I took a quick bath and got dressed, with a quick glance at my watch - I remember seeing that it was about 15 minutes past my ideal departure time (which was 8am). Cutting short all the routine dilly-dallyings, I hopped into my car and ignited the engine. The radio digital clock flashed on at "8:00" and I was slightly stumped. It couldn't be that my radio clock had slowed down by 15 minutes in such a short time? I'd readjusted the time just last week!
Trusty watch of mine, which has lasted for a good 10 years or so! |
Then it dawned on me, like a sun beam cutting through the cumulonimbus cloud, that my watch had died. Died at 3.13am to be precise. And not because I had been magically transported through time where the clocks stopped for an eternity. By that time, I was already reversing the car out the gates and there was nothing else I could do but to drive off to work. It was just before 8am - so I was slightly ahead of schedule.
As if being cheated by my watch first thing in the morning wasn't bad enough, I kept looking at my watch throughout the day to read the time! This happened a good 10 or more times - which just proves that I am a creature of habit and can't control the compulsion to glance at my watch every now and then. Every single time I looked, I would have a delayed reaction of recollection of the morning's event and chastise myself for not remembering fast enough! And this happened several times in front of my colleagues, who had a good time laughing at my folly!
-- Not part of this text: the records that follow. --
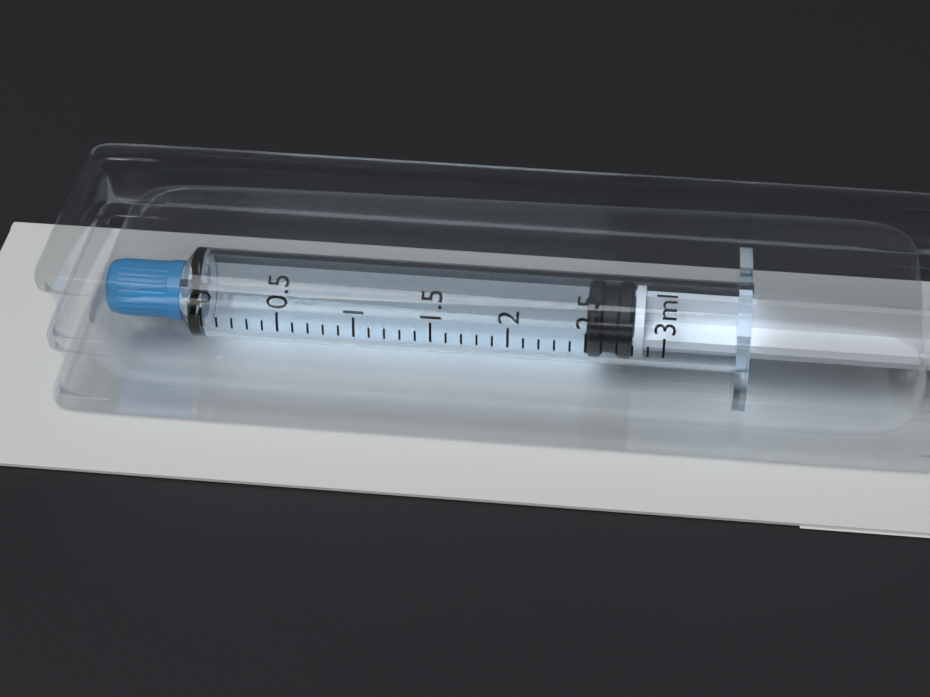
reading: 2.5 ml
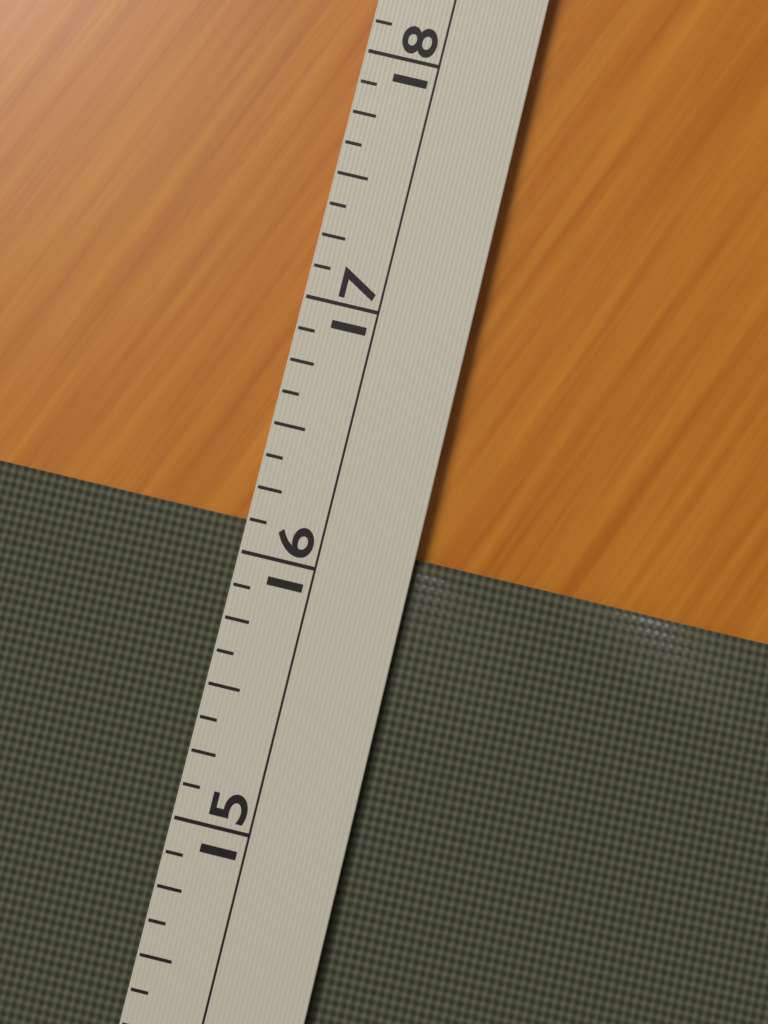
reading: 16.125 (no unit)
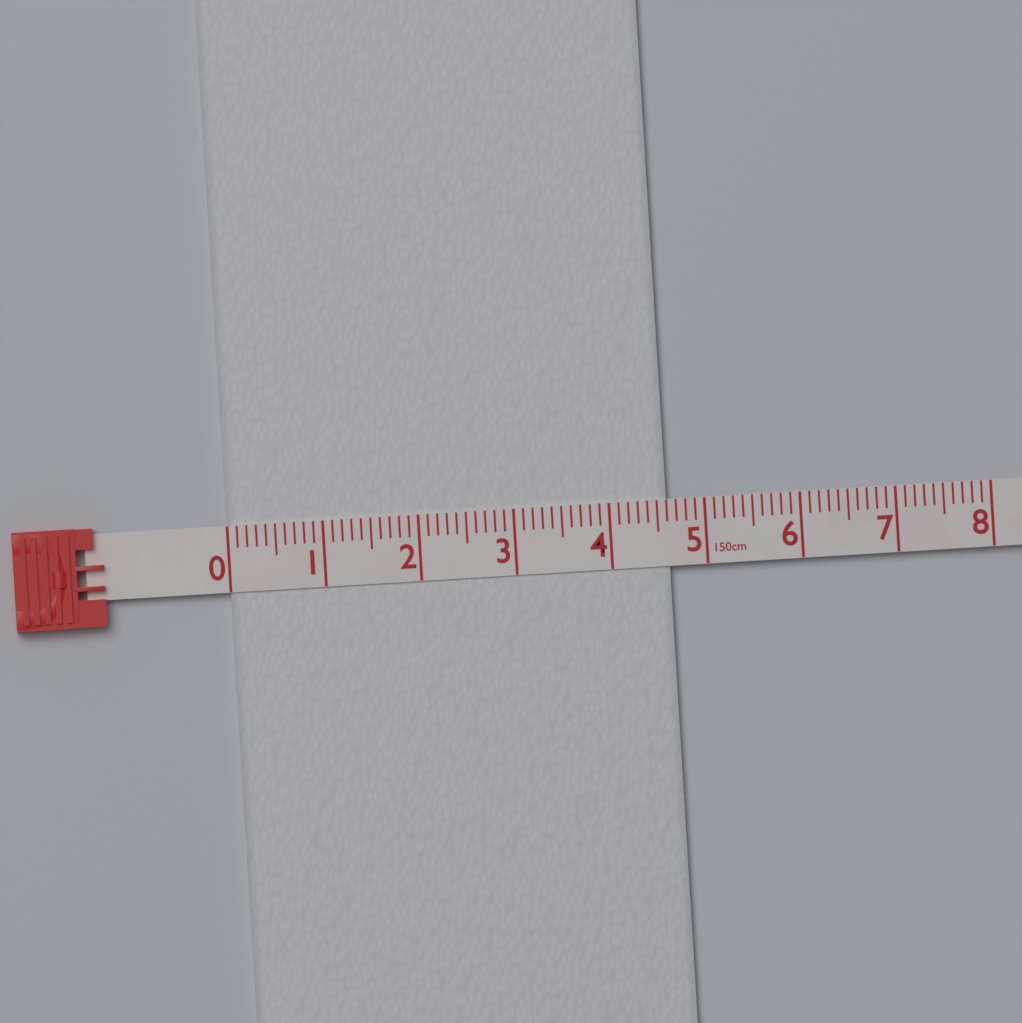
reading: 4.6 cm
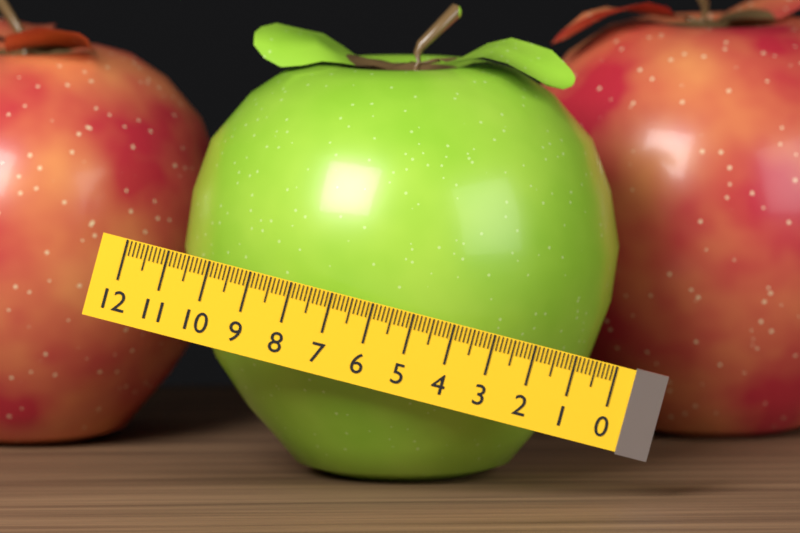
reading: 10.4 (no unit)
It's curious how reliant I have become to little things like my watch or my phone, that when one or the other is out of hand I feel so vulnerable. So naked. So insecure. It is liberating to sometimes live without these items but admittedly I would still rather have them than without.
As if being cheated by my watch first thing in the morning wasn't bad enough, I kept looking at my watch throughout the day to read the time! This happened a good 10 or more times - which just proves that I am a creature of habit and can't control the compulsion to glance at my watch every now and then. Every single time I looked, I would have a delayed reaction of recollection of the morning's event and chastise myself for not remembering fast enough! And this happened several times in front of my colleagues, who had a good time laughing at my folly!
It's curious how reliant I have become to little things like my watch or my phone, that when one or the other is out of hand I feel so vulnerable. So naked. So insecure. It is liberating to sometimes live without these items but admittedly I would still rather have them than without.